On a couple of recent novels
Can it be that I still haven't reviewed A Choice of Catastrophes by Michael Schuster and Steve Mollmann and What Judgments Come by Dayton Ward and Kevin Dilmore? Apparently so. Well, then.
Sometimes there's no hook that really pushes me to blather about a book. Sometimes it just does exactly what it's supposed to do and I don't find an obvious angle. There's no odd new element, there's no fatal flaw, it's just a good, solid read. Both of these books fit that category. And that's not meant to be damning with faint praise. Readers shouldn't be disappointed by either of these books.
For fans who complain that there aren't enough standalone novels any more, that there aren't enough novels set during a TV series instead of expanding on what comes afterward -- shut up already. Read A Choice of Catastrophes. It tells a good, classic Star Trek-style SF story: some of the regulars are investigating a mysterious alien planet; others, including McCoy, are facing challenges of their own back on the Enterprise. It's familiar in the broad outlines but still fresh by virtue of being the first full length novel by the Schuster/Mollmann team. The focus on McCoy helps keep the book a bit different from most of the five year mission stories, as does the direction his storyline takes.

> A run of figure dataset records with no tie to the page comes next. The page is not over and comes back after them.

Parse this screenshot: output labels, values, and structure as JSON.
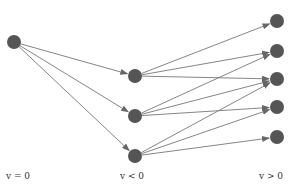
{
  "diagram": {
    "node_color": "#555555",
    "edge_color": "#777777",
    "nodes": [
      {
        "id": "s",
        "x": 14,
        "y": 42
      },
      {
        "id": "m1",
        "x": 135,
        "y": 76
      },
      {
        "id": "m2",
        "x": 135,
        "y": 116
      },
      {
        "id": "m3",
        "x": 135,
        "y": 156
      },
      {
        "id": "r1",
        "x": 277,
        "y": 21
      },
      {
        "id": "r2",
        "x": 277,
        "y": 51
      },
      {
        "id": "r3",
        "x": 277,
        "y": 79
      },
      {
        "id": "r4",
        "x": 277,
        "y": 107
      },
      {
        "id": "r5",
        "x": 277,
        "y": 137
      }
    ],
    "edges": [
      [
        "s",
        "m1"
      ],
      [
        "s",
        "m2"
      ],
      [
        "s",
        "m3"
      ],
      [
        "m1",
        "r1"
      ],
      [
        "m1",
        "r2"
      ],
      [
        "m1",
        "r3"
      ],
      [
        "m2",
        "r2"
      ],
      [
        "m2",
        "r3"
      ],
      [
        "m2",
        "r4"
      ],
      [
        "m3",
        "r3"
      ],
      [
        "m3",
        "r4"
      ],
      [
        "m3",
        "r5"
      ]
    ],
    "labels": {
      "left": "v = 0",
      "middle": "v < 0",
      "right": "v > 0"
    }
  }
}
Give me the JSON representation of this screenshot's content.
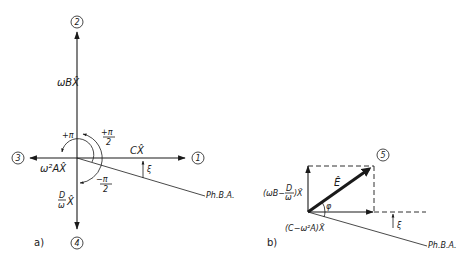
{
  "diagram_a": {
    "panel_label": "a)",
    "axis_markers": [
      "1",
      "2",
      "3",
      "4"
    ],
    "labels": {
      "up_vector": "ωBX̂",
      "right_vector": "CX̂",
      "left_vector": "ω²AX̂",
      "down_vector_num": "D",
      "down_vector_den": "ω",
      "down_vector_tail": "X̂",
      "angle_plus_pi": "+π",
      "angle_plus_pi2_num": "+π",
      "angle_plus_pi2_den": "2",
      "angle_minus_pi2_num": "−π",
      "angle_minus_pi2_den": "2",
      "angle_xi": "ξ",
      "reference_line": "Ph.B.A."
    }
  },
  "diagram_b": {
    "panel_label": "b)",
    "axis_marker": "5",
    "labels": {
      "vertical_component_pre": "(ωB−",
      "vertical_component_num": "D",
      "vertical_component_den": "ω",
      "vertical_component_post": ")X̂",
      "horizontal_component": "(C−ω²A)X̂",
      "resultant": "Ê",
      "angle_phi": "φ",
      "angle_xi": "ξ",
      "reference_line": "Ph.B.A."
    }
  },
  "colors": {
    "ink": "#1a1a1a",
    "background": "#ffffff"
  }
}
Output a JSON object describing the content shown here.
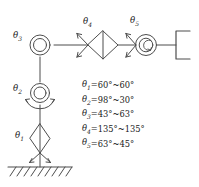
{
  "figure": {
    "kind": "kinematic-chain-diagram",
    "background_color": "#ffffff",
    "line_color": "#4d4d4d",
    "text_color": "#1a1a1a",
    "joint_labels": [
      {
        "id": "theta1",
        "symbol": "θ",
        "subscript": "1",
        "joint_type": "prismatic-diamond"
      },
      {
        "id": "theta2",
        "symbol": "θ",
        "subscript": "2",
        "joint_type": "revolute-double-circle"
      },
      {
        "id": "theta3",
        "symbol": "θ",
        "subscript": "3",
        "joint_type": "revolute-double-circle"
      },
      {
        "id": "theta4",
        "symbol": "θ",
        "subscript": "4",
        "joint_type": "prismatic-diamond"
      },
      {
        "id": "theta5",
        "symbol": "θ",
        "subscript": "5",
        "joint_type": "revolute-double-circle"
      }
    ],
    "end_effector": "gripper-bracket",
    "base": "hatched-ground",
    "ground_hatch_count": 9,
    "ranges": [
      {
        "symbol": "θ",
        "subscript": "1",
        "value": "=60°~60°"
      },
      {
        "symbol": "θ",
        "subscript": "2",
        "value": "=98°~30°"
      },
      {
        "symbol": "θ",
        "subscript": "3",
        "value": "=43°~63°"
      },
      {
        "symbol": "θ",
        "subscript": "4",
        "value": "=135°~135°"
      },
      {
        "symbol": "θ",
        "subscript": "5",
        "value": "=63°~45°"
      }
    ]
  }
}
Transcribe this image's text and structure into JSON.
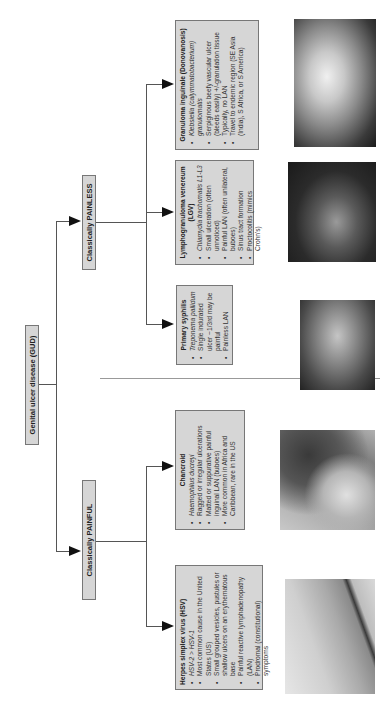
{
  "diagram": {
    "orientation": "rotated 90 degrees counter-clockwise",
    "root": {
      "label": "Genital ulcer disease (GUD)"
    },
    "branches": [
      {
        "label": "Classically PAINFUL"
      },
      {
        "label": "Classically PAINLESS"
      }
    ],
    "diseases": {
      "hsv": {
        "title": "Herpes simplex virus (HSV)",
        "bullets": [
          "HSV-2 > HSV-1",
          "Most common cause in the United States (US)",
          "Small grouped vesicles, pustules or shallow ulcers on an erythematous base",
          "Painful reactive lymphadenopathy (LAN)",
          "Prodromal (constitutional) symptoms"
        ]
      },
      "chancroid": {
        "title": "Chancroid",
        "bullets": [
          "Haemophilus ducreyi",
          "Ragged or irregular ulcerations",
          "Matted or suppurative painful inguinal LAN (buboes)",
          "More common in Africa and Caribbean, rare in the US"
        ]
      },
      "syphilis": {
        "title": "Primary syphilis",
        "bullets": [
          "Treponema pallidum",
          "Single indurated ulcer ~1/3rd may be painful",
          "Painless LAN"
        ]
      },
      "lgv": {
        "title": "Lymphogranuloma venereum (LGV)",
        "bullets": [
          "Chlamydia trachomatis L1-L3",
          "Small ulceration (often unnoticed)",
          "Painful LAN (often unilateral, buboes)",
          "Sinus tract formation",
          "Proctocolitis (mimics Crohn's)"
        ]
      },
      "granuloma": {
        "title": "Granuloma inguinale (Donovanosis)",
        "bullets": [
          "Klebsiella (calymmatobacterium) granulomatis",
          "Serpiginous beefy vascular ulcer (bleeds easily) +/-granulation tissue",
          "Typically, no LAN",
          "Travel to endemic region (SE Asia (India), S Africa, or S America)"
        ]
      }
    },
    "photos": [
      {
        "name": "hsv-clinical-photo",
        "tone": "light"
      },
      {
        "name": "chancroid-clinical-photo",
        "tone": "medium"
      },
      {
        "name": "syphilis-clinical-photo",
        "tone": "medium-dark"
      },
      {
        "name": "lgv-clinical-photo",
        "tone": "dark"
      },
      {
        "name": "granuloma-clinical-photo",
        "tone": "dark"
      }
    ],
    "colors": {
      "box_fill": "#d6d6d6",
      "box_border": "#777777",
      "lines": "#555555",
      "arrow": "#111111"
    }
  }
}
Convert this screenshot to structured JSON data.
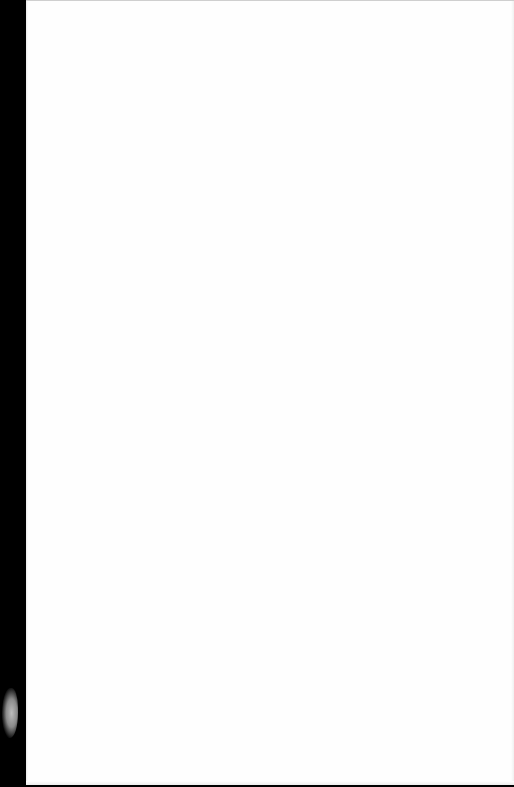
{
  "document": {
    "type": "scanned-page",
    "content": "",
    "page_color": "#fefefe",
    "margin_color": "#000000"
  }
}
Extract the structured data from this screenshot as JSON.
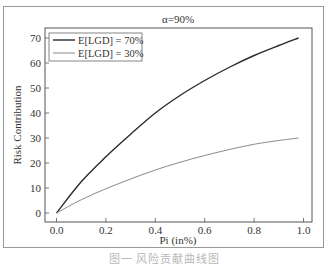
{
  "chart_data": {
    "type": "line",
    "title": "α=90%",
    "xlabel": "Pi (in%)",
    "ylabel": "Risk Contribution",
    "xlim": [
      -0.05,
      1.04
    ],
    "ylim": [
      -3,
      74
    ],
    "xticks": [
      "0.0",
      "0.2",
      "0.4",
      "0.6",
      "0.8",
      "1.0"
    ],
    "yticks": [
      "0",
      "10",
      "20",
      "30",
      "40",
      "50",
      "60",
      "70"
    ],
    "grid": false,
    "legend_position": "upper left",
    "x": [
      0.0,
      0.1,
      0.2,
      0.3,
      0.4,
      0.5,
      0.6,
      0.7,
      0.8,
      0.9,
      0.98
    ],
    "series": [
      {
        "name": "E[LGD] = 70%",
        "color": "#2a2a2a",
        "width": 1.4,
        "values": [
          0,
          12.5,
          22.5,
          31.5,
          40,
          47,
          53,
          58.3,
          63,
          67,
          70
        ]
      },
      {
        "name": "E[LGD] = 30%",
        "color": "#8a8a8a",
        "width": 1.0,
        "values": [
          0,
          5.3,
          9.7,
          13.6,
          17.2,
          20.3,
          23,
          25.4,
          27.5,
          29,
          30
        ]
      }
    ]
  },
  "caption": "图一  风险贡献曲线图"
}
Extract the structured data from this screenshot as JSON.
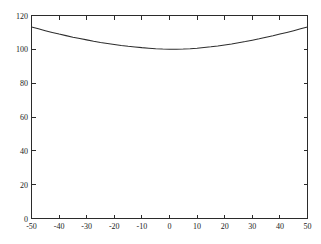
{
  "figure": {
    "background_color": "#fefefe",
    "plot_area_color": "#ffffff",
    "axis_color": "#2b2b2b",
    "curve_color": "#2e2e2e"
  },
  "chart_data": {
    "type": "line",
    "title": "",
    "subtitle": "",
    "xlabel": "",
    "ylabel": "",
    "xlim": [
      -50,
      50
    ],
    "ylim": [
      0,
      120
    ],
    "xticks": [
      -50,
      -40,
      -30,
      -20,
      -10,
      0,
      10,
      20,
      30,
      40,
      50
    ],
    "yticks": [
      0,
      20,
      40,
      60,
      80,
      100,
      120
    ],
    "xtick_labels": [
      "-50",
      "-40",
      "-30",
      "-20",
      "-10",
      "0",
      "10",
      "20",
      "30",
      "40",
      "50"
    ],
    "ytick_labels": [
      "0",
      "20",
      "40",
      "60",
      "80",
      "100",
      "120"
    ],
    "grid": false,
    "legend": null,
    "legend_position": "none",
    "annotations": [],
    "tick_direction": "in",
    "box": true,
    "series": [
      {
        "name": "curve",
        "x": [
          -50,
          -47.5,
          -45,
          -42.5,
          -40,
          -37.5,
          -35,
          -32.5,
          -30,
          -27.5,
          -25,
          -22.5,
          -20,
          -17.5,
          -15,
          -12.5,
          -10,
          -7.5,
          -5,
          -2.5,
          0,
          2.5,
          5,
          7.5,
          10,
          12.5,
          15,
          17.5,
          20,
          22.5,
          25,
          27.5,
          30,
          32.5,
          35,
          37.5,
          40,
          42.5,
          45,
          47.5,
          50
        ],
        "y": [
          113.2,
          112.1,
          111.0,
          110.0,
          109.0,
          108.1,
          107.2,
          106.4,
          105.6,
          104.8,
          104.1,
          103.5,
          102.9,
          102.3,
          101.8,
          101.4,
          101.0,
          100.7,
          100.4,
          100.2,
          100.1,
          100.1,
          100.2,
          100.4,
          100.7,
          101.1,
          101.5,
          102.0,
          102.6,
          103.2,
          103.9,
          104.6,
          105.4,
          106.2,
          107.1,
          108.0,
          109.0,
          110.0,
          111.0,
          112.1,
          113.2
        ]
      }
    ]
  }
}
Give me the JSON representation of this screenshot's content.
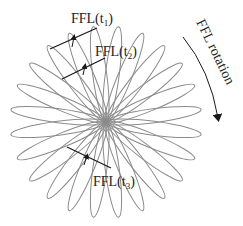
{
  "diagram": {
    "rosette": {
      "center": [
        106,
        122
      ],
      "petal_count": 24,
      "petal_length": 96,
      "petal_half_width": 7,
      "start_angle_deg": 7.5,
      "stroke_color": "#8a8a8a"
    },
    "ffl_lines": [
      {
        "label_main": "FFL(t",
        "label_sub": "1",
        "label_close": ")",
        "line": [
          50,
          49,
          97,
          28
        ],
        "arrow": [
          72,
          47,
          74,
          37
        ],
        "label_pos": [
          71,
          23
        ]
      },
      {
        "label_main": "FFL(t",
        "label_sub": "2",
        "label_close": ")",
        "line": [
          62,
          79,
          105,
          58
        ],
        "arrow": [
          83,
          75,
          85,
          66
        ],
        "label_pos": [
          95,
          56
        ]
      },
      {
        "label_main": "FFL(t",
        "label_sub": "3",
        "label_close": ")",
        "line": [
          67,
          147,
          111,
          168
        ],
        "arrow": [
          84,
          165,
          87,
          156
        ],
        "label_pos": [
          93,
          186
        ]
      }
    ],
    "rotation": {
      "label": "FFL rotation",
      "arrow_path": "M183 37 Q210 70 218 118",
      "label_pos": [
        196,
        22
      ],
      "label_angle_deg": 64
    },
    "line_color": "#1a1a1a"
  }
}
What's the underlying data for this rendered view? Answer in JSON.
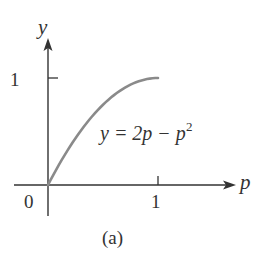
{
  "chart_data": {
    "type": "line",
    "title": "",
    "caption": "(a)",
    "xlabel": "p",
    "ylabel": "y",
    "xlim": [
      0,
      1
    ],
    "ylim": [
      0,
      1
    ],
    "grid": false,
    "legend": null,
    "x_ticks": [
      "0",
      "1"
    ],
    "y_ticks": [
      "1"
    ],
    "annotations": [
      {
        "text": "y = 2p − p²",
        "position": "right of curve, mid-height"
      }
    ],
    "series": [
      {
        "name": "y = 2p − p^2",
        "function": "y = 2p - p^2",
        "x": [
          0,
          0.1,
          0.2,
          0.3,
          0.4,
          0.5,
          0.6,
          0.7,
          0.8,
          0.9,
          1.0
        ],
        "values": [
          0,
          0.19,
          0.36,
          0.51,
          0.64,
          0.75,
          0.84,
          0.91,
          0.96,
          0.99,
          1.0
        ]
      }
    ],
    "colors": {
      "curve": "#8a8a8a",
      "axes": "#333333"
    }
  },
  "labels": {
    "y_axis": "y",
    "x_axis": "p",
    "y_tick_1": "1",
    "x_tick_0": "0",
    "x_tick_1": "1",
    "equation_lhs": "y = 2p − p",
    "equation_exp": "2",
    "caption": "(a)"
  }
}
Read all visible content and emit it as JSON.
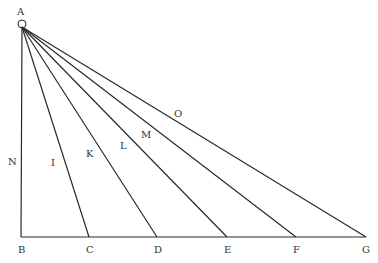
{
  "diagram": {
    "apex": {
      "label": "A",
      "x": 22,
      "y": 27
    },
    "baseline_y": 237,
    "base_points": [
      {
        "label": "B",
        "x": 21
      },
      {
        "label": "C",
        "x": 89
      },
      {
        "label": "D",
        "x": 157
      },
      {
        "label": "E",
        "x": 227
      },
      {
        "label": "F",
        "x": 296
      },
      {
        "label": "G",
        "x": 366
      }
    ],
    "line_labels": [
      {
        "label": "N",
        "x": 12,
        "y": 165
      },
      {
        "label": "I",
        "x": 52,
        "y": 165
      },
      {
        "label": "K",
        "x": 87,
        "y": 157
      },
      {
        "label": "L",
        "x": 120,
        "y": 149
      },
      {
        "label": "M",
        "x": 143,
        "y": 138
      },
      {
        "label": "O",
        "x": 175,
        "y": 117
      }
    ]
  }
}
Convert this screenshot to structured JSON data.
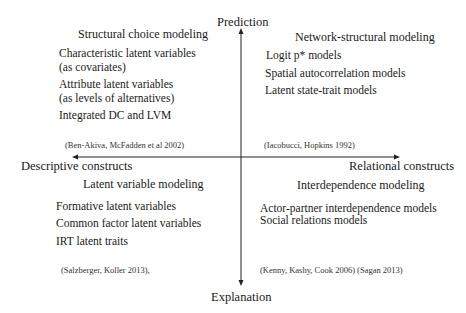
{
  "axes": {
    "top": "Prediction",
    "bottom": "Explanation",
    "left": "Descriptive constructs",
    "right": "Relational constructs"
  },
  "quadrants": {
    "top_left": {
      "title": "Structural choice modeling",
      "items": [
        "Characteristic latent variables",
        "(as covariates)",
        "Attribute latent variables",
        "(as levels of alternatives)",
        "Integrated DC and  LVM"
      ],
      "reference": "(Ben-Akiva, McFadden et al 2002)"
    },
    "top_right": {
      "title": "Network-structural modeling",
      "items": [
        "Logit p* models",
        "Spatial autocorrelation models",
        "Latent state-trait models"
      ],
      "reference": "(Iacobucci, Hopkins 1992)"
    },
    "bottom_left": {
      "title": "Latent variable modeling",
      "items": [
        "Formative latent variables",
        "Common factor latent variables",
        "IRT latent traits"
      ],
      "reference": "(Salzberger, Koller 2013),"
    },
    "bottom_right": {
      "title": "Interdependence modeling",
      "items": [
        "Actor-partner interdependence models",
        "Social relations models"
      ],
      "reference": "(Kenny, Kashy, Cook  2006) (Sagan 2013)"
    }
  }
}
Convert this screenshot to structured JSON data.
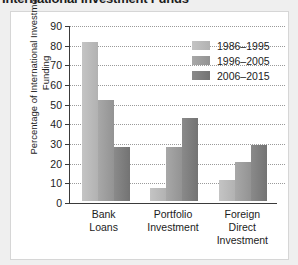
{
  "chart_data": {
    "type": "bar",
    "title": "International Investment Funds",
    "xlabel": "",
    "ylabel": "Percentage of International Investment Funding",
    "ylim": [
      0,
      90
    ],
    "ytick_step": 10,
    "yticks": [
      90,
      80,
      70,
      60,
      50,
      40,
      30,
      20,
      10,
      0
    ],
    "grid": true,
    "legend_position": "top-right",
    "categories": [
      "Bank Loans",
      "Portfolio Investment",
      "Foreign Direct Investment"
    ],
    "category_lines": [
      [
        "Bank",
        "Loans"
      ],
      [
        "Portfolio",
        "Investment"
      ],
      [
        "Foreign",
        "Direct",
        "Investment"
      ]
    ],
    "series": [
      {
        "name": "1986–1995",
        "color": "#bbbbbb",
        "values": [
          82,
          7,
          11
        ]
      },
      {
        "name": "1996–2005",
        "color": "#9d9d9d",
        "values": [
          52,
          28,
          20
        ]
      },
      {
        "name": "2006–2015",
        "color": "#7e7e7e",
        "values": [
          28,
          43,
          29
        ]
      }
    ]
  },
  "panel": {
    "background": "#ffffff",
    "border_color": "#d6d6d6",
    "page_background": "#efefef",
    "axis_color": "#3a3a3a",
    "gridline_color": "#9a9a9a"
  }
}
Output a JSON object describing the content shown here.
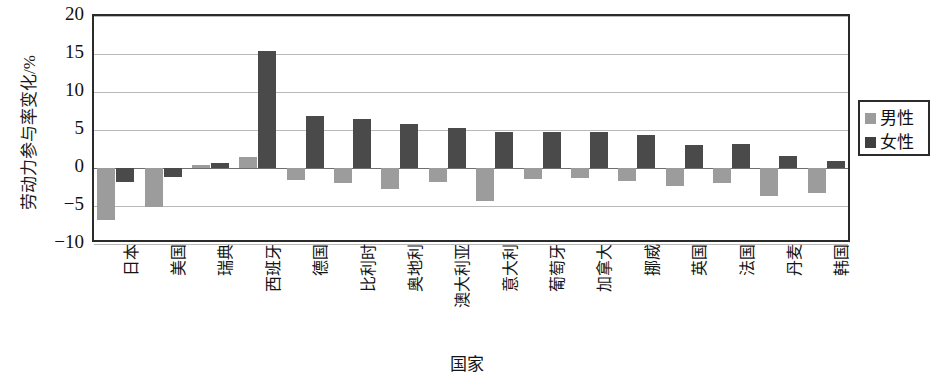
{
  "chart_data": {
    "type": "bar",
    "title": "",
    "xlabel": "国家",
    "ylabel": "劳动力参与率变化/%",
    "ylim": [
      -10,
      20
    ],
    "yticks": [
      20,
      15,
      10,
      5,
      0,
      -5,
      -10
    ],
    "grid": true,
    "legend_position": "right",
    "categories": [
      "日本",
      "美国",
      "瑞典",
      "西班牙",
      "德国",
      "比利时",
      "奥地利",
      "澳大利亚",
      "意大利",
      "葡萄牙",
      "加拿大",
      "挪威",
      "英国",
      "法国",
      "丹麦",
      "韩国"
    ],
    "series": [
      {
        "name": "男性",
        "color": "#9c9c9c",
        "values": [
          -6.8,
          -5.1,
          0.4,
          1.4,
          -1.6,
          -2.0,
          -2.8,
          -1.8,
          -4.3,
          -1.4,
          -1.3,
          -1.7,
          -2.4,
          -2.0,
          -3.7,
          -3.3
        ]
      },
      {
        "name": "女性",
        "color": "#4a4a4a",
        "values": [
          -1.9,
          -1.2,
          0.7,
          15.4,
          6.9,
          6.5,
          5.8,
          5.2,
          4.8,
          4.7,
          4.7,
          4.4,
          3.0,
          3.1,
          1.6,
          0.9
        ]
      }
    ]
  },
  "legend": {
    "items": [
      {
        "label": "男性",
        "color": "#9c9c9c"
      },
      {
        "label": "女性",
        "color": "#3f3f3f"
      }
    ]
  },
  "axes": {
    "y_title": "劳动力参与率变化/%",
    "x_title": "国家"
  }
}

And, conversely, for fans who want serial storytelling with a cast of original characters, Ward and Dilmore are back with the penultimate Vanguard novel. And they tease us a bit with the structure of the novel -- the opening and closing are set after the end of the story, with two characters reuniting. So we can assume everyone doesn't get killed off, at least. Anyway, the book has a lot of storylines to deal with, and resolves at least a couple of them while setting things up for the grand finale. There's a lot of tension built up in certain storylines -- is Reyes going to make it out of this situation in one piece? is trying to communicate with powerful but apparently imprisoned aliens really a bright idea? -- and the tension is paid off in the book.
I think in some ways the book suffers a little by comparison to the last one, Declassified, because each of the four stories in that book could exercise a tighter focus -- a few characters, a single story. With What Judgments Come we're back to watching a lot of balls in the air, so early in the book the focus seems more diffuse, but things accelerate and come together. Only one book left. Damn.